I don't remember if Palin's son Track (above, with his legs in the air invitingly) and her kind-of-son-in-law Levi ever actually became gay porno stars or not. I do remember that about a decade ago Track was arrested for vandalizing the entire Wasilla school bus fleet and that he decided to join the Army instead of serve time in jail. Sometimes odd things happen in jail-- and the Army-- and he was arrested this week, now 26, for beating up his girlfriend and threatening to shoot her. He was drunk at the time. Same day mommy bear Palin was endorsing Herr Trumpf in Iowa. Yesterday Sarah, campaigning with Herr in Tulsa, blamed President Obama for giving poor Track PTSD in Iraq. (Veterans think Palin is wrong to try to blame her son's mental illness on Obama. "It's not President Obama's fault that Sarah Palin's son has PTSD," said Paul Rieckhoff, who heads Iraq and Afghanistan Veterans of America. "PTSD is a very serious problem, a complicated mental health injury and I would be extremely reluctant to blame any one person in particular.") Palin attempted to use her son's misfortune as political fodder, telling the Trumpian audience that Commander-in-Chief Herr Trumpf would never leave "our wounded warriors" behind, which sounded like a bizarre nonsequitor Tuesday but was more understandable in Tulsa yesterday.

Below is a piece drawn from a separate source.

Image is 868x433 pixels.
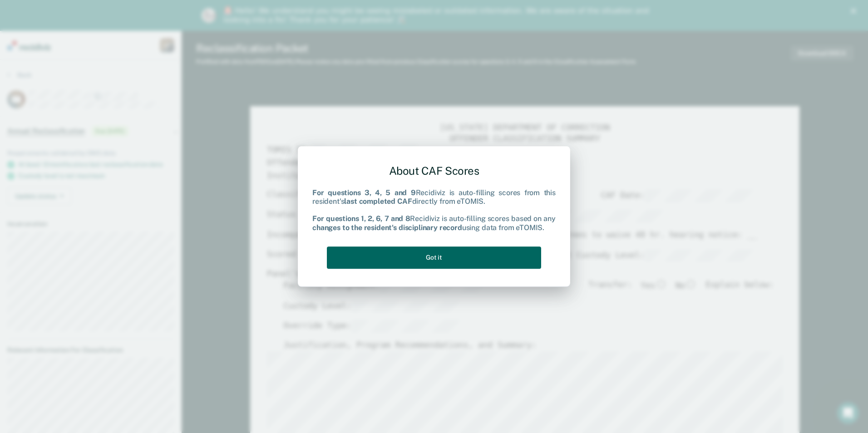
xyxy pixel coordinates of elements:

“I can talk personally about this,” Mrs. Palin said. “I guess it’s kind of the elephant in the room, because my own family, going through what we’re going through today with my son, a combat vet having served in a Stryker brigade fighting for you all, America, in the war zone.”The crowd cheered. “My son, like so many others, they come back a bit different,” she said. “They come back hardened.”She said soldiers needed a president who understands their sacrifices. “So when my own son is going through what he goes through coming back, I can certainly relate with other families who kind of feel these ramifications of some PTSD and some of the woundedness that our soldiers do return with,” she said, “and it makes me realize more than ever, it is now or never for the sake of America’s finest that we have that commander in chief who will respect them and honor them.”

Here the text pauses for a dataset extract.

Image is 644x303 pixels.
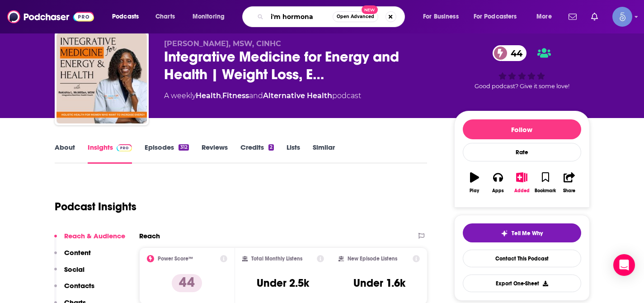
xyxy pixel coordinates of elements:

Did you listen to the endorsement speech in Ames, Iowa Tuesday? That's it above. Pretty low energy from the crowd and she sounded kind of rusty and mechanical. Lines like "He is the master of the art of the deal; he is the one who would know what to negotiate," drill, baby, drill," and "He is from the private sector, not a politician; can I get a hallelujah? He knows how to lead the charge. So troops hang in there, he’s on the way" sounded a little shop-worn and scripted. And now the pill-poppin' wing-nut is already AWOL and not showing up at events that have advertised her. The Trumpf p.r. team explained that announcing she would be a "special guest" wasn't meant to imply she would be "on the stage." Oh; I'm sure that makes sense in RepublicanWorld. No doubt Cruz would have loved to have had the endorsement but what does it really do for Herr, beyond win a news cycle? Is she still relevant, even to Republican voters?Writing for ABC News, Rick Klein said the Palin-Trump alliance marks the ultimate triumph of personality over policy in the Republican Party, which sounds about right. He thinks she still may have some clout though. "In backing Trump, Palin is putting her considerable pull among tea partiers and other grassroots conservatives to the test. She’s signaling to them that ideology matters less than attitude-- a proposition she tested, intentionally or not, when she joined John McCain’s ticket in 2008. That was as intense a national roller-coaster as we’ve witnessed in politics, so it’s fair to expect dips and turns along the way. It’s also fair to note that Palin is unlikely to motivate many possible Trump voters in Iowa who weren’t already on board. But in its timing and its implications, with Ted Cruz having just started to break through by questioning Trump’s conservative credentials, you betcha this matters for Iowa and beyond. Trump has a figure who can be described as Trump-like to campaign on his behalf-- one famously boosted to national prominence by none other than John McCain. The revolving door of politics and reality TV has opened to a new pairing at the center of the presidential race."